Recognizing "National Public Works Week".
Referred to the House Committee on Transportation and Infrastructure.
This resolution is a nonbinding statement from the House that designates the week of May 18–24, 2025 as National Public Works Week and encourages Americans to honor public works professionals. It does not create or change federal law, require agencies to act, or impose obligations on state or local governments. The text expresses the House's support and asks the public to recognize the role of public works workers in communities. Its main purpose is symbolic—raising awareness and paying tribute to those workers.
Simple resolutions are passed by only one chamber (here, the House) and are not sent to the President; they do not have the force of law.
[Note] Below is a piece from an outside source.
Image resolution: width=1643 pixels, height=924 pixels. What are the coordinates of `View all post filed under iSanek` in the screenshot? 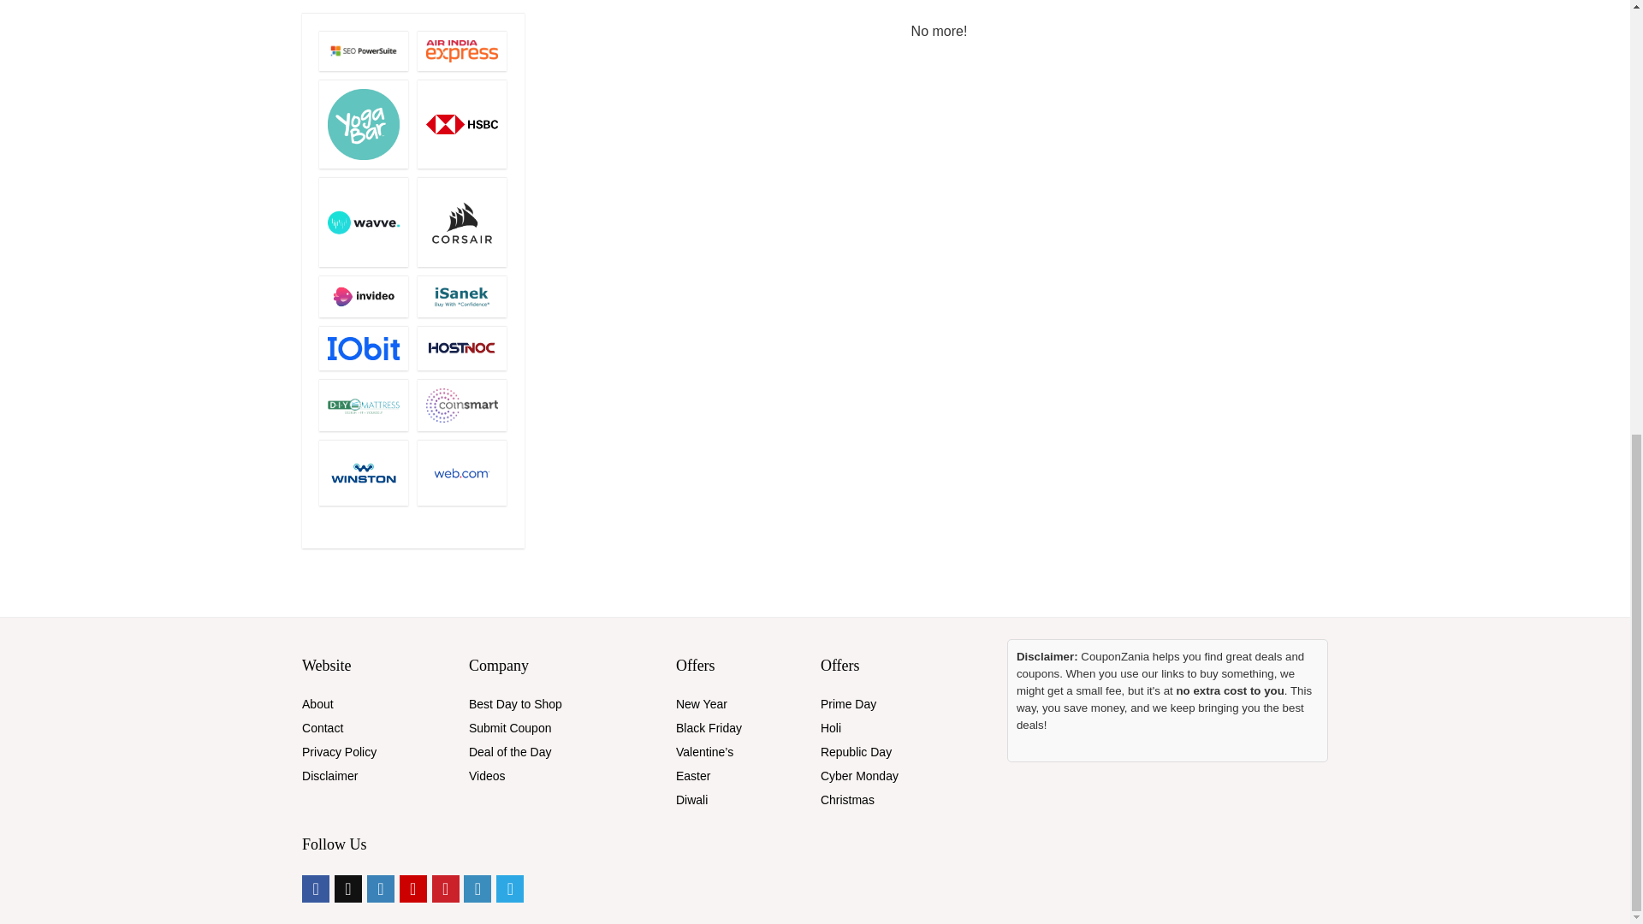 It's located at (461, 296).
Passage in the House requires a majority vote under normal rules and there are no special filibuster or veto procedures.
This House resolution recognizes National Public Works Week for May 18–24, 2025, and endorses the week’s theme, "People, Purpose, Presence." It honors public works professionals, first responders, and support staff, and encourages the public to pay tribute to their contributions to community health, safety, and quality of life.
The resolution is ceremonial and does not create new programs, funding, or regulatory changes.
House simple resolution is ceremonial and does not become law; adoption in House is likely but it does not create binding legal effect.
Relative to its intended legislative type, this bill is a straightforward commemorative House resolution that clearly expresses support for National Public Works Week and encourages public recognition; its structure and operative language are standard for symbolic resolutions.
Progressives emphasize need to link recognition to funding and labor protections
Who stands to gain, and who may push back.
These are examples from the analysis, not a ranked list of the most-affected groups.
- Potential burdenCreates no budgetary appropriation or direct funding for infrastructure or workforce programs.
- Potential burdenMay raise public expectations without legislative follow-through on concrete investments or regulatory changes.
- Potential burdenIs purely symbolic and therefore produces limited measurable policy or economic outcomes.
Why the argument around this bill splits.
Progressives emphasize need to link recognition to funding and labor protections
Likely welcomes the resolution as a public acknowledgment of essential public-sector workers and infrastructure resilience.
Views it as a useful symbolic step, while noting it does not address funding, climate adaptation, or labor protections directly.
Generally supportive of a nonbinding recognition that honors public servants and infrastructure.
Sees value in bipartisan gestures but wants follow-up action or evaluation to translate recognition into measurable improvements.
Likely to view the resolution as an acceptable, noncontroversial recognition of local public workers.
May welcome honoring first responders but watch for any downstream calls for increased federal spending or mandates.
The path through Congress.
Reached or meaningfully advanced
Reached or meaningfully advanced
Still ahead
Still ahead
Still ahead
House simple resolution is ceremonial and does not become law; adoption in House is likely but it does not create binding legal effect.
- Whether House will formally schedule a floor adoption
- If a companion or similar Senate resolution will be introduced
Recent votes on the bill.
No vote history yet
The bill has not accumulated any surfaced votes yet.
Go deeper than the headline read.
Progressives emphasize need to link recognition to funding and labor protections
House simple resolution is ceremonial and does not become law; adoption in House is likely but it does not create binding legal effect.
Relative to its intended legislative type, this bill is a straightforward commemorative House resolution that clearly expresses support for National Public Works Week and encourages public recognition; its structure and…
Go beyond the headline summary with full stakeholder mapping, legislative design analysis, passage barriers, and lens-by-lens tradeoff breakdowns.